The great false church is a whole lot larger than the small flock of
God, as the Book of Revelation shows.
What's so hard about saying all these nice Sunday-keepers simply get
their first chance at salvation in the next life, after being resurrected? There just needed to be a few people who
knew the truth down through history somehow, in order to maintain the continuity
of the church's existence (as per Matt. 16:18). Long before there was a Strong's, a 19th-century production, or
even printed Bibles, some people figured out that the seventh day was the
correct Sabbath. In this context, consider the parents of Seventh-day Adventist
(SDA) church historian Samuele Bacchiocchi.
They strenuously searched to find a Bible for sale in the city of
Rome. After eventually finding them
sold at a Waldensian bookstore, they figured out that the Saturday Sabbath
should be kept after having read enough of it.
Being ignorant of the SDA's at the time, they thought that they were the
only Christians in the whole world who kept the seventh day, but they later
found out about the SDA Church. I bet
there was no equivalent of "Strong's" in Italian at the time (c.

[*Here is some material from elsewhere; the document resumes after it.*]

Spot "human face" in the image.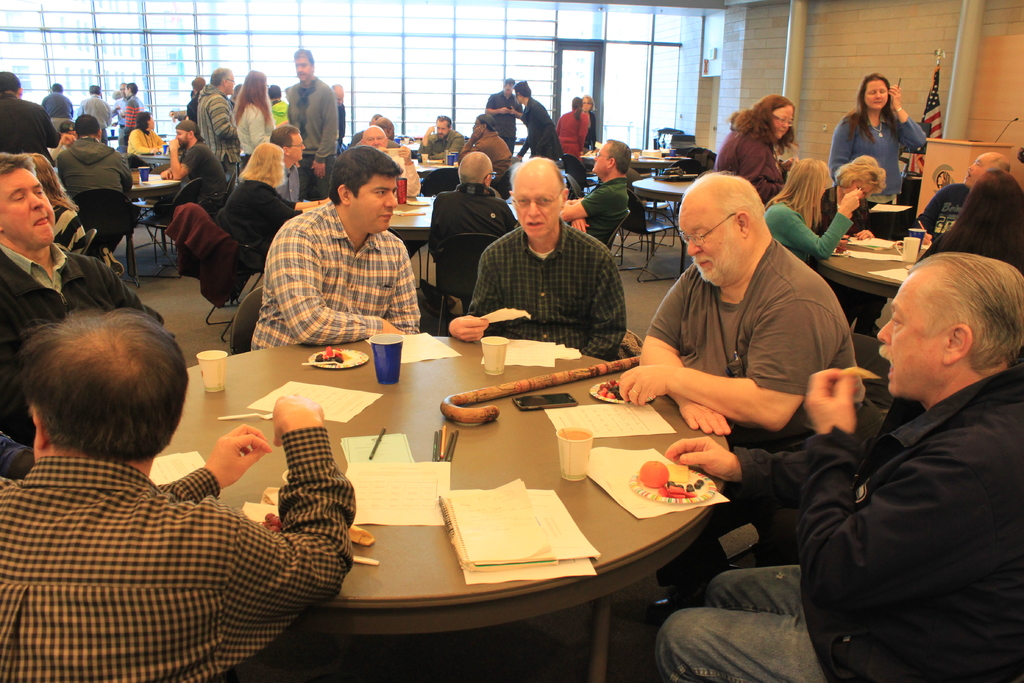
"human face" found at 513:178:559:239.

1930). The lack of availability of
God's truth to most of the world, such as to the unsaved pagans of India,
China, Africa, or the Muslims of the Middle East on to Indonesia, doesn't prove
Sunday-keeping Christians are saved while in willful or ignorant violation of one
of the Ten Commandments. (That one,
like the rest, He deemed so significant that He wrote it out with His own
finger!)
There's
a certain amount of Scriptural teaching, whether it be doctrinal or concerning
Christian behavior, that can be figured out by average (uncalled) people
reading it through, for certain parts are or appear to be straightforward. But very few people in history have ever
been like George Fox (1624-1691), the founder of the Quakers/Society of
Friends. After reading the Sermon on the
Mount, he concluded that swearing and bearing arms in war were both sinful,
which literally obeys statements in Matthew 5.
He and those who agreed with him endured terrible persecution and
societal pressure that makes what Sabbath-keeping Christians experience in the
USA today look like a cakewalk by comparison.
Thanks to Fox, even so indirectly, we don’t have to swear (but just
affirm) to get a passport. His group's
example also helped to make conscientious objection status more available to
Sabbath-keeping people in America and elsewhere.
Is
it possible to detect the Holy Spirit in another person? We simply can't do it directly, for we can't
read other people's minds and hearts, unlike God. Likewise, there’s the interesting philosophical problem called
the problem of other minds. In order to
know that people have minds and hearts (emotions) like ourselves, we judge
their thoughts by their body language, facial expressions, and words. Unlike Mr. Spock in “Star Trek” when he used
the “Vulcan mind-meld,” we have no direct way to contact someone else’s mind
without the physical flesh coming in-between.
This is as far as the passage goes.